There are two exceptions to this rule:
1. The applicant may be a single producer when two conditions are fulfilled:
- the person concerned is the only producer willing to apply;
- the designated geographical area is defined by a particular part of a territory (and not by reference to their own private land or workshop) and its characteristics differ appreciably from those of neighbouring geographical areas, or the characteristics of the product in question are different from those of products produced in neighbouring geographical areas;
2. A local or regional authority or private entity designated by a Member State may also be considered as an applicant.
In the case of a product originating in a cross-border geographical area, several applicants from different Member States, from Member States and third countries, or from third countries may submit a joint application for the registration of a geographical indication for such a product.

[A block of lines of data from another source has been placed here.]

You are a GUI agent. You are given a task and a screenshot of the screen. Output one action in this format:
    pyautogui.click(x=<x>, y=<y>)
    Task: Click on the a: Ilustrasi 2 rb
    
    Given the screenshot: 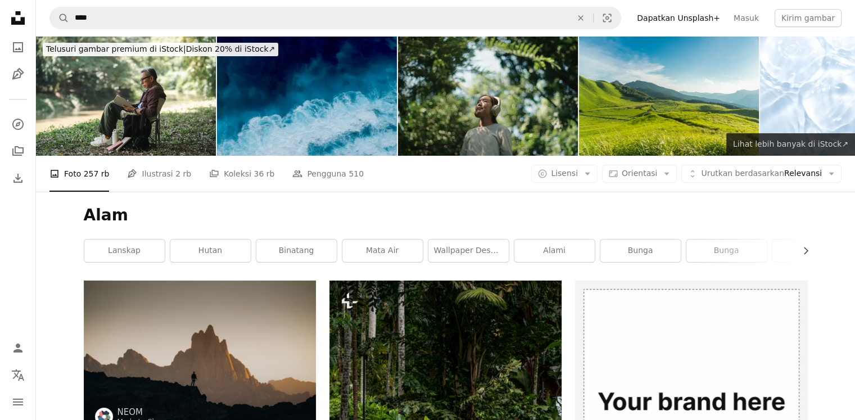 What is the action you would take?
    pyautogui.click(x=159, y=174)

The application must be accompanied by a product specification, the precise content of which is set out in the Regulation.
Scope of protection
Under the Regulation, geographical indications entered in the EU register shall be protected against:
- any direct or indirect commercial use of the geographical indication in respect of products not covered by the registration, where those products are comparable to the products covered by the registration or where the use of the name exploits, weakens, dilutes, or is detrimental to the reputation of the protected geographical indication;
- any misuse, imitation or evocation of the name protected as a geographical indication, even if the true origin of the products or services is indicated or if the protected geographical indication is translated or accompanied by an expression such as ‘style’, ‘type’, ‘method’, ‘as produced in’, ‘imitation’, ‘flavour’, ‘fragrance’, ‘like’ or similar;
- any other false or misleading indication as to the provenance, origin, nature, or essential qualities of the product that is used on the inner or outer packaging, on advertising materials, in documents or information provided on online interfaces relating to the product, as well as the packing of the product in a container liable to convey a false impression as to its origin;
- any other practice liable to mislead the consumer as to the true origin of the product.
Expiration of current national protection
EU action seeks to unify the system of protection. According to the Regulation, individual national geographical indication protection for craft and industrial products will cease by 2 December 2026.

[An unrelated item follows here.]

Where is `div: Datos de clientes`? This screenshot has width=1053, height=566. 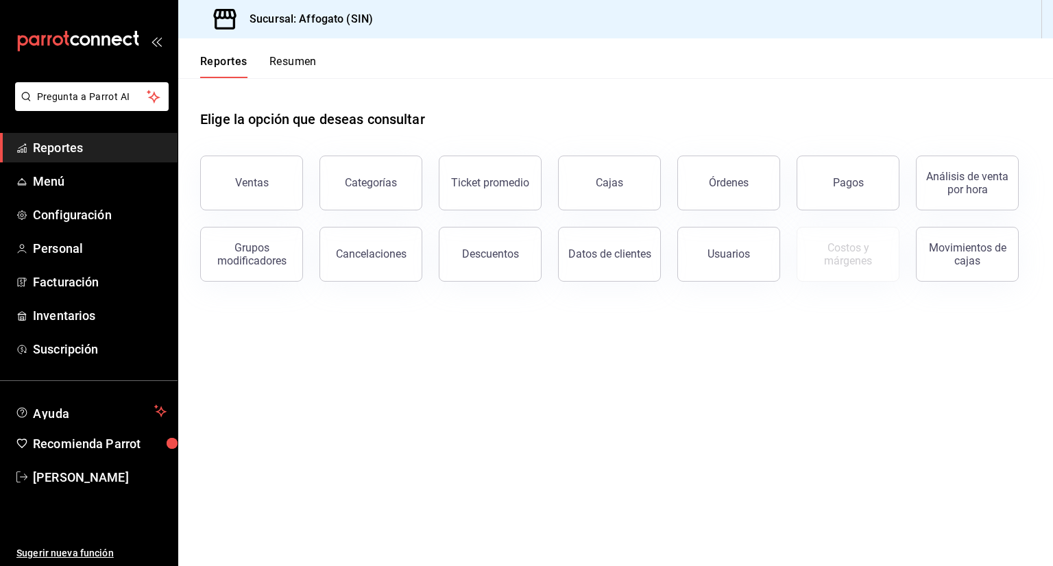 div: Datos de clientes is located at coordinates (609, 254).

By that time, interested Member States shall inform the Commission and EUIPO which of their legally protected names, or, in the Member States where there is no protection system, which of their names established by usage, they wish to register and protect pursuant to this Regulation. Based on such a declaration, the Member State concerned may extend the national protection of a product until the registration procedure at the EU level has become completed and the decision has become final.
Where EU protection is granted, the date on which the relevant Member State has provided the Commission and EUIPO with the information shall be considered as the first day of protection under the newly promulgated Regulation.
Fees
Member States may charge fees to cover the costs of the national registration phase. However, they are not precisely defined. The Regulation only provides that the fees must be reasonable, proportionate and reflect the situation of MSMEs (to foster the competitiveness of producers) and they must not exceed the costs incurred in carrying out the tasks under this Regulation.
EUIPO only charges fees for the direct registration procedure, the procedure for geographical indications from third countries and for appeals to the EUIPO Boards of Appeal. The fee rates are to be specified by the Commission in secondary legislation.